Los Angeles enlists Shepard Fairey for a vibrant new logo inspired by the city’s sunsets. 

Dorothy Parker once said that Los Angeles was 72 suburbs looking for a city—a conundrum presented to Shepard Fairey’s Studio Number One and design firm House Industries when the Los Angeles Tourism and Convention Board tasked them to collaborate on the city’s new brand identity. “The point was to make it open to interpretation for different people, and keep it distinct from what other cities are doing,” Fairey says of the challenge. The city’s first rebrand in a decade, inspired by classic Art Deco, hand-painted signage, and Mexican restaurant scripts, does just that. The logo’s gradient colors reflect the city’s diversity, beloved sunsets, airbrushed custom cars, and the paintings of local artist Ed Ruscha. “It’s got a really strong, ownable personality to it that allows anyone to project something about themselves onto it.” 

Guangzhou is building a huge quarantine facility to prevent transmissible Covid-19 mutations. 

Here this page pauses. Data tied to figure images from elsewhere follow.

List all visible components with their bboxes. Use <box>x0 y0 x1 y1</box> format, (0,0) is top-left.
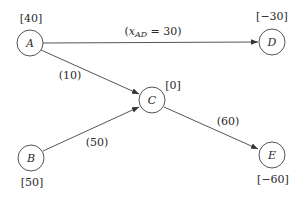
edge-c-e <box>164 107 258 149</box>
node-a-label: A <box>26 38 34 49</box>
edge-c-e-label: (60) <box>217 116 240 127</box>
edge-a-c-label: (10) <box>59 70 82 81</box>
node-b-label: B <box>27 153 35 164</box>
node-c-supply: [0] <box>165 80 181 91</box>
node-d-label: D <box>268 37 277 48</box>
node-b-supply: [50] <box>21 177 44 188</box>
edge-a-c <box>41 50 139 94</box>
edge-a-d <box>43 42 258 43</box>
network-flow-diagram: A B C D E [40] [50] [0] [−30] [−60] (xAD… <box>0 0 303 199</box>
edge-b-c-label: (50) <box>86 137 109 148</box>
node-d-supply: [−30] <box>256 11 288 22</box>
node-e-supply: [−60] <box>257 174 289 185</box>
node-a-supply: [40] <box>20 13 43 24</box>
node-c-label: C <box>148 95 156 106</box>
edge-a-d-label: (xAD = 30) <box>124 26 181 39</box>
node-e-label: E <box>268 150 276 161</box>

In China, the city of Guangzhou plans to build an enormous 2.7-million-square-foot quarantine complex in response to the looming threat of highly transmissible mutations of Covid-19, particularly the Delta variant. According to China’s leading epidemiologist Zhong Nanshan, the complex would contain 5,000 isolated spaces for both international travelers and locals coming from high-risk areas and would be more effective than using hotels as quarantine sites to stave off the spread. “In the long term, Guangzhou and Shenzhen must build these kinds of facilities,” says Zhong. “Otherwise, when there are lots of cases in the future and we have to quarantine them in hotels, it’ll affect the economy and we cannot isolate them in a real sense.” The Chinese government designated Guangzhou to be the primary quarantine location because 80 to 90 percent of international visitors enter China through the city, making it more susceptible to an outbreak. 

A new investigation reveals Amazon destroying millions of unsold stock at a U.K. warehouse. 

Amazon is allegedly destroying millions of unsold items—often brand-new, shrink wrapped products—every year at one of its warehouses in the United Kingdom. According to a new investigation by ITV News, undercover filming revealed that unsold televisions, laptops, drones, hairdryers, books, and face masks are all being earmarked for destruction. “There’s no rhyme or reason to what gets destroyed,” an anonymous former employee says. “Overall, 50 percent of all items are unopened and still in their shrink wrap. The other half are returns and in good condition. Staff have just become numb to what they are being asked to do.” The reason behind this practice lies in Amazon’s business model, in which vendors choose to house their products in the tech giant’s vast warehouses. The longer the goods remain unsold, the more they’re charged to store them, and it’s eventually cheaper to simply dispose of the goods than continue storing the stock.  

Today’s attractive distractions:

A salsa museum may soon arrive at the Kingsbridge Armory in The Bronx. 

Virgil Abloh drops exclusive merch for his new exhibition at ICA Boston.

Timber louvers define Kengo Kuma’s addition to the Tokyo Toilet Project. 

The debaucherous surrealist Salvador Dali also had an introverted side.